Citizens United: Killing Stare Decisis and Roe v. Wade

In law school, I learned that the party who succeeds in framing the question to be decided has a better chance of succeeding in court. Citizens United v. Federal Election Commission, decided last week, is the ultimate example. The Supreme Court did not have to review in this case, and certainly did not need to issue such a sweeping opinion.

The lawsuit sought injunctive and declaratory relief about whether the Citizens United, an anti-abortion rights group, could run its anti-Hillary Clinton video on pay-per-view during the 2008 election. This particular case is factually moot. The election is over. The only reason to keep going is to change the law - in short, to legislate by judicial decision.

Generally courts only decide matters that are actually in controversy. But sometimes, when a factual situation is so common but cannot be dealt with on an individual basis in a timely manner, the Supreme Court will review a case anyway because the problem is “capable of repetition, yet evading review.” It’s not surprising that the cases cited for this proposition often involve abortion rights. By the time any abortion case gets to the Supreme Court, the pregnancy at issue is over one way or another. This principle is what gave the 1973 Supreme Court the justification for reviewing Roe v. Wade, decried as judicial overreaching by abortion foes

In Citizens United, Supreme Court went much farther than in Roe in reviewing a case it needn’t address. Not only is the election over, but Citizens United had stipulated to the dismissal of its First Amendment challenge to 2 U.S.C. 441b. Yet the Supreme Court still chose to hear the case, long after the election was over. Why? To test a method for getting policy matters before the Court, which is tasked by the Constitution with deciding matters in controversy. By overreaching so far in Citizens United, the Supreme Court has made it easy to step back and address the issue of abortion rights without making historic inroads in legislating from the bench. They did that last week.

By the time the Supreme Court decided to review Citizens United, the only controversy left was at the Court, not between the parties. Unless the Supreme Court had an issue it wanted to take on, it did not need to decide this case. The Supreme Court issued its statement of probable jurisdiction on November 14, 2008, the week after Obama was elected, and long after Hillary Clinton had been eliminated from candidacy.
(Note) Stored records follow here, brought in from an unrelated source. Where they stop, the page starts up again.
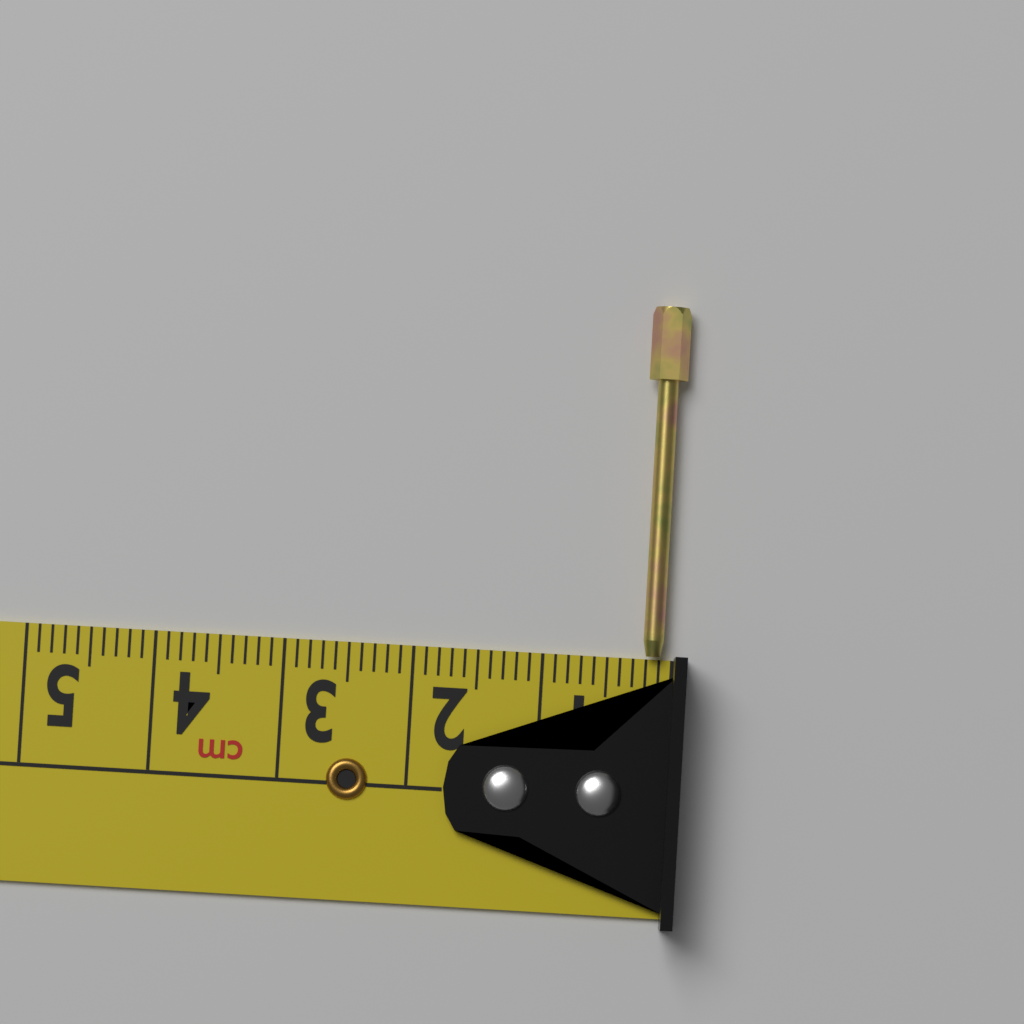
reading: 0.3 cm
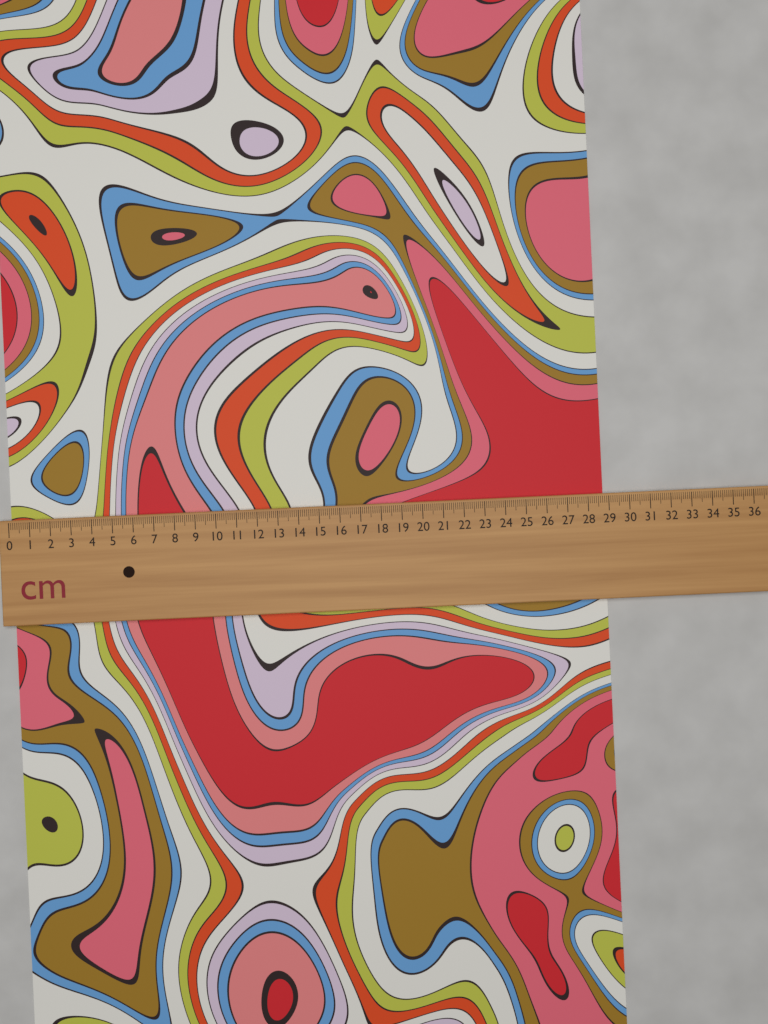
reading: 28.8 cm
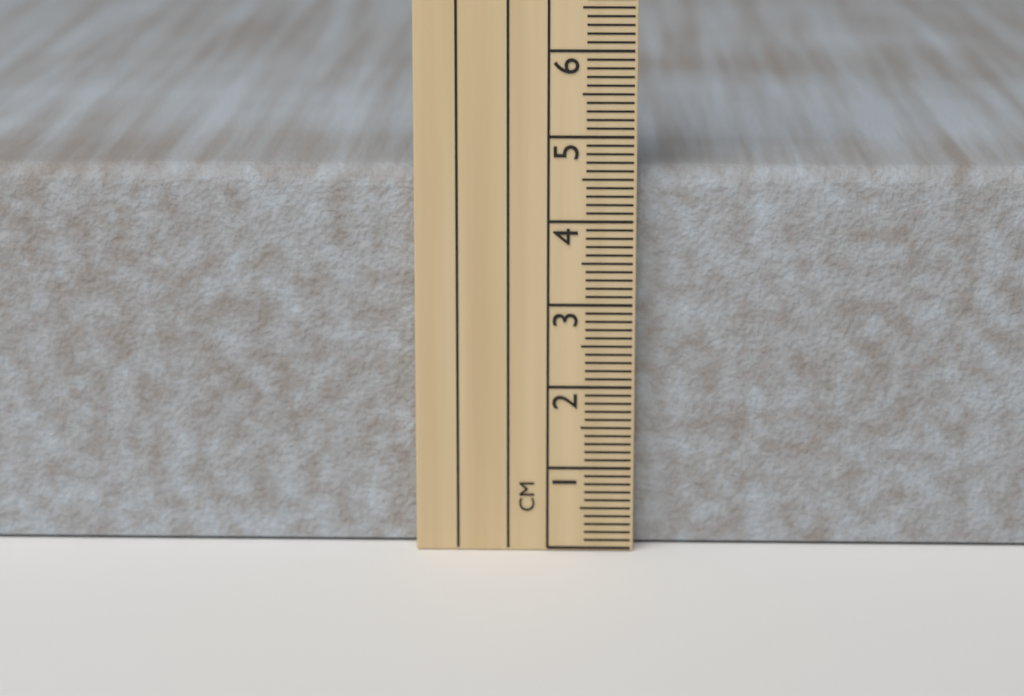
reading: 4.6 cm
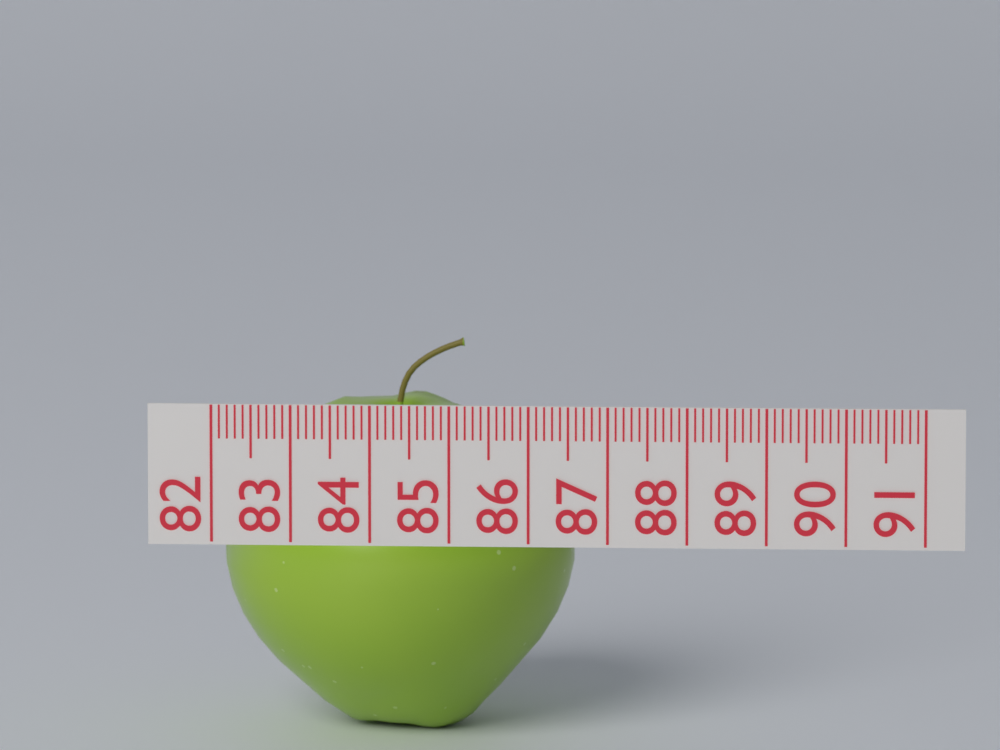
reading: 86.5 (no unit)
Which brings me to the parties.

The man behind Citizens United is David Bossie, a republican strategist an anti-choice juggernaut. Citizens United spent about $1.25 million in legal fees on the case -- so much, Bossie said, that it "makes you cry." Bossie was quoted in the Washington Post: "We have been trying to defend our First Amendment rights for many, many years. We brought the case hoping that this would happen.” Mr. Bossie is the same guy who brought you “Rediscovering God In America,” hosted by Newt Gingrich.

David M. Mason, a longstanding advocate of the specious “corporate political spending is speech so you can’t limit it” position, was The Vice-Chairman of the FEC in December 2007 when Citizens United was filed, and became Chairman in January 2008. He is also a staunch opponent of abortion rights and a Senior Fellow at the Heritage Foundation. He’s committed to telling women what to do with their bodies. So why did he choose to pursue this moot point? Because it set up the perfect softball for a Supreme Court assembled in part for this purpose.

Mr. Mason was one of “Seven FEC commissioners and one chairman” who filed an amicus brief on the case. Mason’s brief is written by James Bopp, attorney for a number of anti-abortion groups. Mason and Bopp acknowledge that a determination on the merits did not require Court to overturn decades of limitations on corporate political speech. Their the brief continues to instruct Court on how it choose to fix the policy problem by overruling case law. It’s not a coincidence that this brief makes sure it cites Roe v. Wade .

So now we have Supreme Court precedent for: (1) Choosing to take on policy matters under the thinnest of pretext, and (2) Choosing judicial activism over stare decisis. Stare decisis is the principle that once a court of competent jurisdiction passes judgment on an issue, it’s holding on the issue should not be overturned unless absolutely necessary. It is the principle that makes the common law system a reasonably predictable way of resolving disputes. With this Court, stare decisis will no longer caution U.S. judges against overruling case law. The scales of justice are skewed.

Supporters of a woman’s right to choose: be prepared. If the case the Supreme Court is looking for isn’t pending today, it will be soon. The issue is capable of repetition but evading review.